In the conversations in the corridor - where, according to Cioran, the raw truth surfaces -, a tone of helplessness and affliction has reigned for some time, in the visual arts. The economic precariousness, the fake self-employed, the low-cost commissariats... There is no shortage of reasons to complain about a situation that is throwing a large part of the sector, as Iván de la Nuez recalled, into cultural indigence.
However, we have become accustomed to complaining in a rather emotional and unstructured way. We devote ourselves above all to lamenting the effects of this gray reality, but too little to detect its causes, record its constants and glimpse possible exits. In this, other sectors such as theater or music give us a few points of advantage.
According to the Culture and Arts Report (Conca, 2021), nearly 26 million visitors have passed through the country's museums and art centers. In contrast, 9.5 million users have passed through the libraries; for the theatres, 3.5 million visitors; for concert halls, 5 million spectators. There are even more museum users than cinema users (20 million).
They will tell us that we are a marginal, poor and elitist discipline. Well, according to the latest Idescat report, the visual arts sector in Catalonia employs twelve thousand workers (10% of the total culture), as much as architecture (10%) or as theater and music together (10.5%). A sector that has grown in employment by 30% since 2015 and even also in business volume (10% of all culture in the country, doubling the business of theater and music combined).
Faced with these eloquent figures: what is the investment in visual arts that the Generalitat dedicates? In the latest report in which Idescat publishes sectoral investment figures for cultural areas (2018), in the Programs section, it is detailed that the visual arts received 3.8% of total investment, which contrasts with 10% of music, 11% of theater or 8% of the film industry. The associations of the sector have asked for a justifying or updated response to this reality, but it has not yet been given to us.
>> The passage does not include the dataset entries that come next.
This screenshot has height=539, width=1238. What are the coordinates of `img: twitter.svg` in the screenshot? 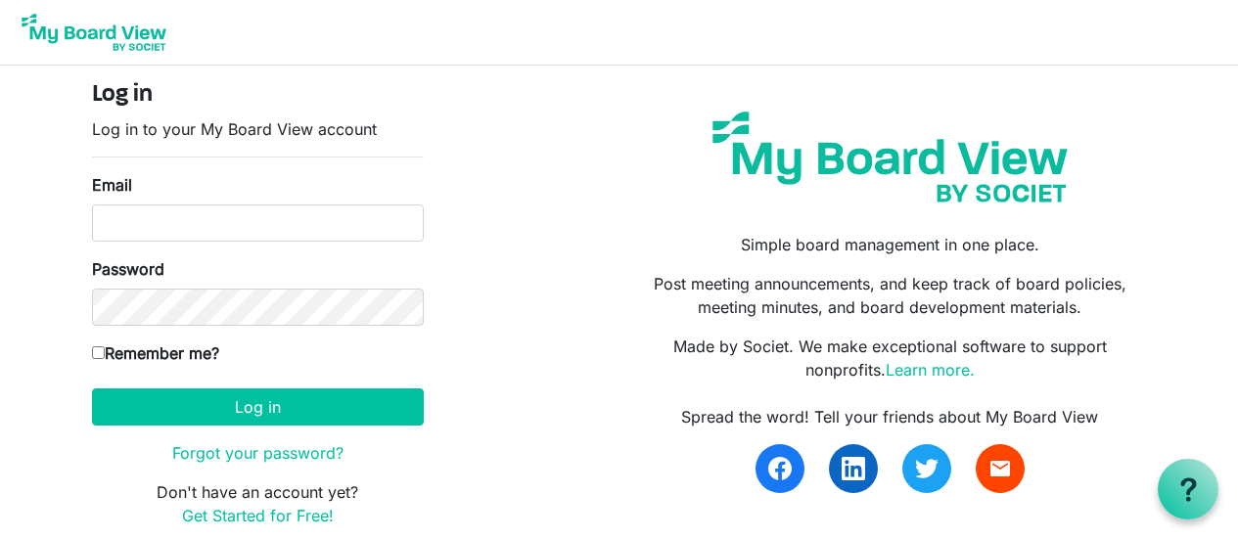 It's located at (927, 469).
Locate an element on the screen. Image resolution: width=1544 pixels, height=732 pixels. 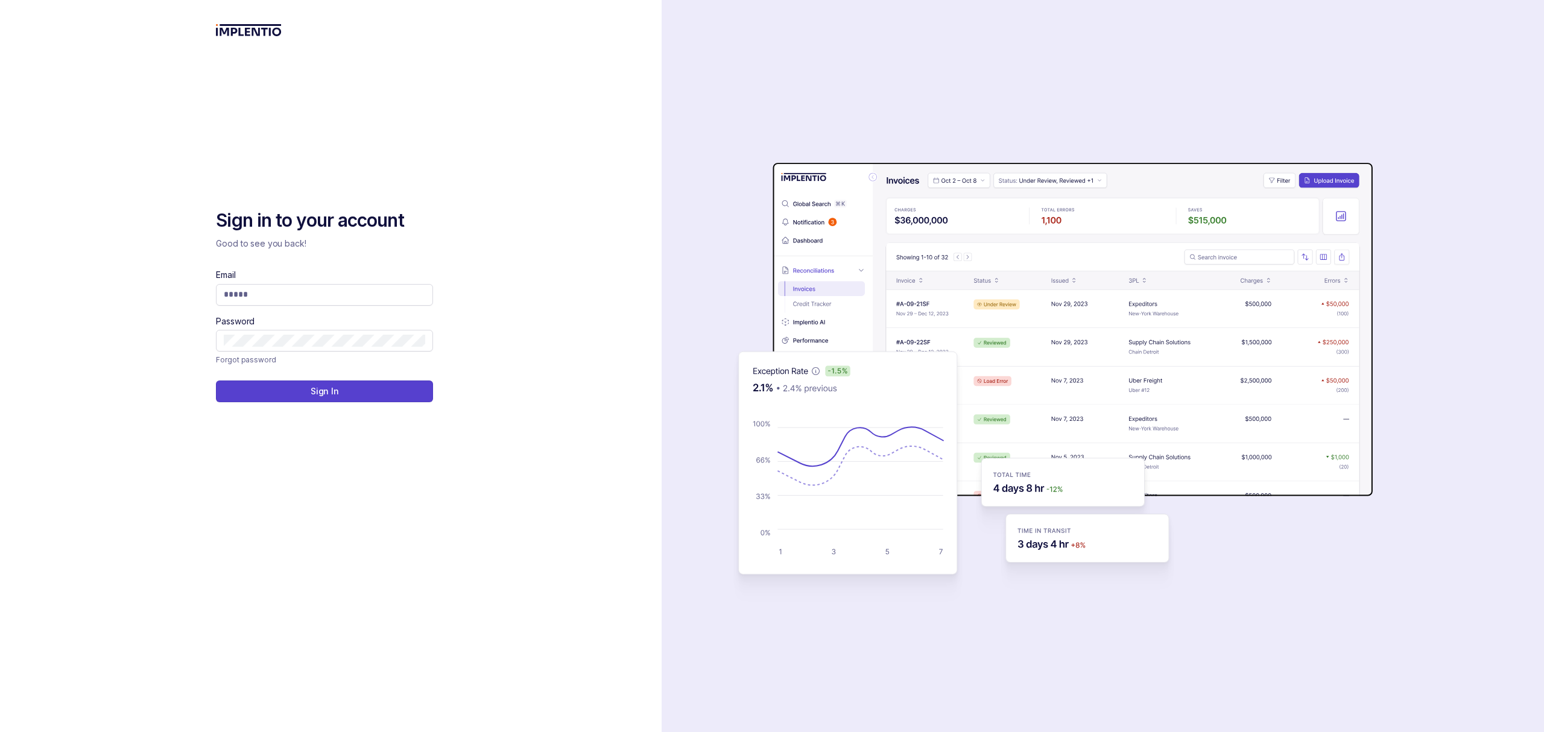
p: Good to see you back! is located at coordinates (324, 244).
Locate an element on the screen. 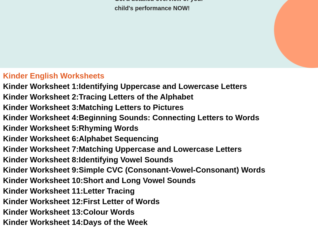 This screenshot has height=227, width=318. a: Kinder Worksheet 14:Days of the Week is located at coordinates (75, 222).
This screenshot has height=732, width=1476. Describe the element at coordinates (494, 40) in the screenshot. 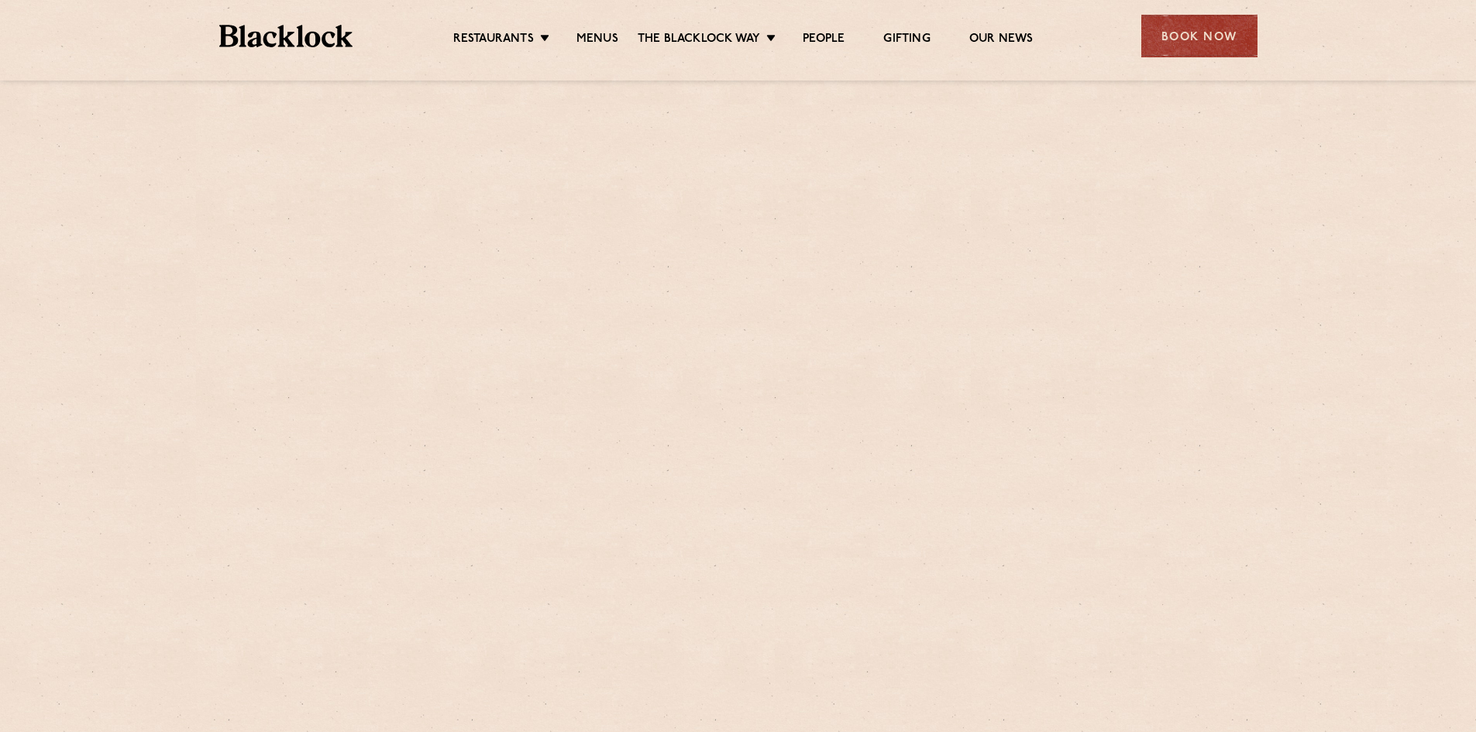

I see `a: Restaurants` at that location.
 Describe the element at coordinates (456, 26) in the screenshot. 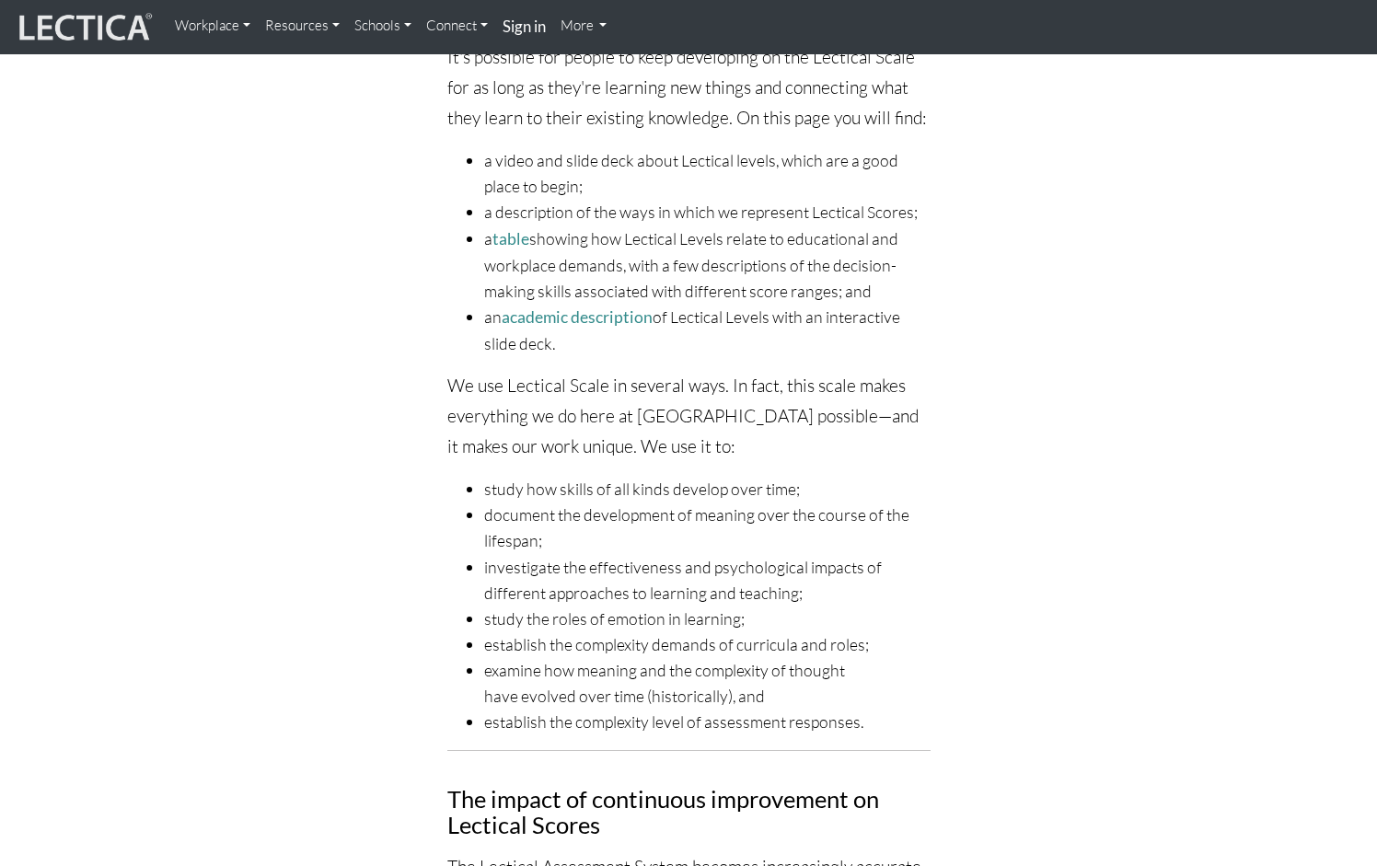

I see `a: Connect` at that location.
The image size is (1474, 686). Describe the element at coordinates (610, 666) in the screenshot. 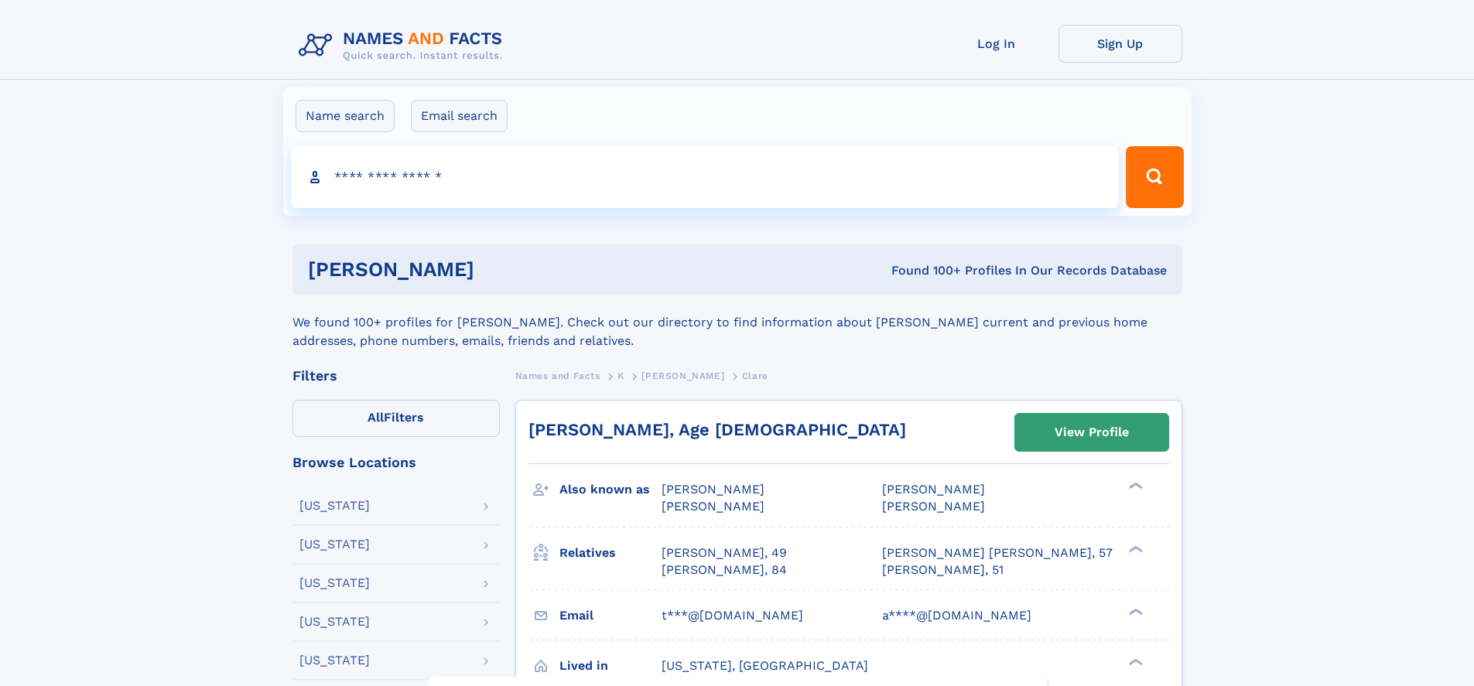

I see `h3: Lived in` at that location.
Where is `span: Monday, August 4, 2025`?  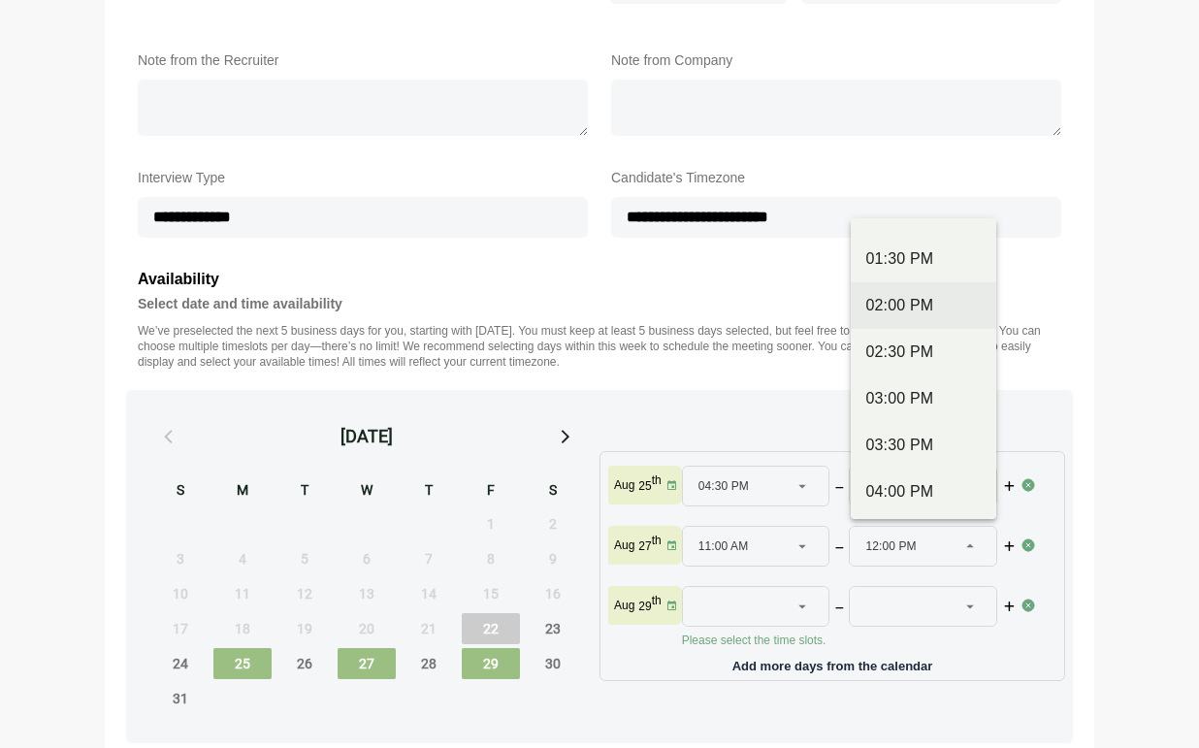
span: Monday, August 4, 2025 is located at coordinates (243, 559).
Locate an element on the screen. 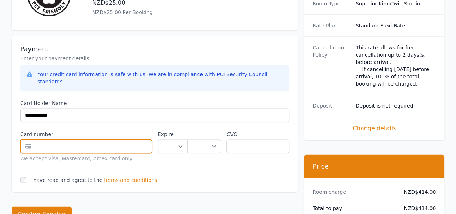  label: Expire is located at coordinates (173, 134).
Despite the fact that there have been signs of improvement since 2018 (1.5% culture, the National Art Collection), the situation remains critical. Regional art centers are once again facing budget uncertainty; the subsidies that have been increased are 50%; artists do not sell or can afford regulated work studies; critics and curators work under economic conditions that cannot be considered professional. The money, the little there is, is not reaching the bottom of the chain: where the content is cooked. Where artistic thinking is being educated and transmitted to the public.